- Visit
- Exhibitions
- On View
- Cynthia Connolly: Letters on Top of Buildings
- How Is the World? Recent Acquisitions of Contemporary Photography
- Roots and Links: Gifts from the Women’s Committee of the Corcoran Gallery of Art
- Modern and Contemporary Art Since 1945
- Selections from the Collection of Historic American Art
- American Bronzes from the Corcoran Gallery of Art
- Ideal Busts
- David Levinthal: War Games
- Upcoming
- NOW at the Corcoran
- Past Exhibitions
- NEXT at the Corcoran 2013
- Shooting Stars: Publicity Stills from Early Hollywood and Portraits by Andy Warhol
- Pump Me Up: D.C. Subculture of the 1980s
- From the Collection: Victor Burgin
- Taryn Simon: A Living Man Declared Dead and Other Chapters I-XVIII
- NOW at the Corcoran – Enoc Perez: Utopia
- Ivan Sigal: White Road
- On the Campaign Trail
- Archives
- On View
- Collection
- Programs & Events
- Educators & Students
- Youth & Family
- Support & Membership
- About the Corcoran



Selections from the Collection of Historic American Art

Frederic Edwin Church, Niagara, 1857, oil on canvas, 42 1/2 x 90 1/2 inches, Corcoran Gallery of Art, Washington, D.C., Museum Purchase, Gallery Fund, 76.15
The historic American collection spans the history of American art from colonial times through 1980. These holdings include remarkable paintings by such distinguished artists as John Singleton Copley, Frederic Church, Mary Cassatt, Winslow Homer, George Bellows, and Edward Hopper, which were purchased as the finest examples of contemporary art of their time. The historic American collection has been further strengthened by other significant acquisitions; for example, in 1996 Thurlow Evans Tibbs, Jr., donated 34 works by African American artists, including Aaron Douglas’s masterpiece Into Bondage (1936).

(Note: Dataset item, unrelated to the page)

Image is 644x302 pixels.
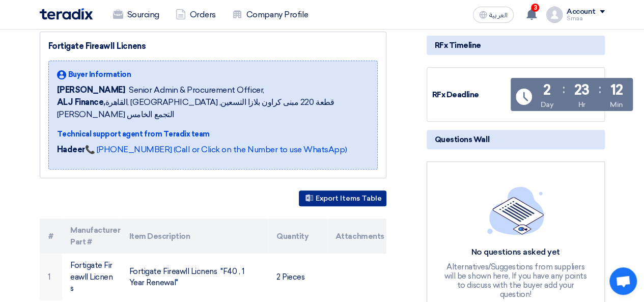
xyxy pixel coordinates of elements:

The Corcoran has particularly strong collections of Colonial and Federal-era portraiture, neoclassical sculpture, Hudson River School painting, art of the American West, American Impressionism, and early 20th-century realism. Its holdings include major works by painters such as Albert Bierstadt, Childe Hassam, and John Singer Sargent, and sculptors such as Paul Manship, Hiram Powers, and Bessie Potter Vonnoh. It also features a remarkable number of iconic works in the history of American art, including Samuel F. B. Morse’s House of Representatives (1822), Thomas Cole’s Departure and Return (1837), Frederic Church’s Niagara, Albert Bierstadt’s Last of the Buffalo (1888), Willard Metcalf’s May Night (1906), and George Bellows’s Forty-two Kids (1907).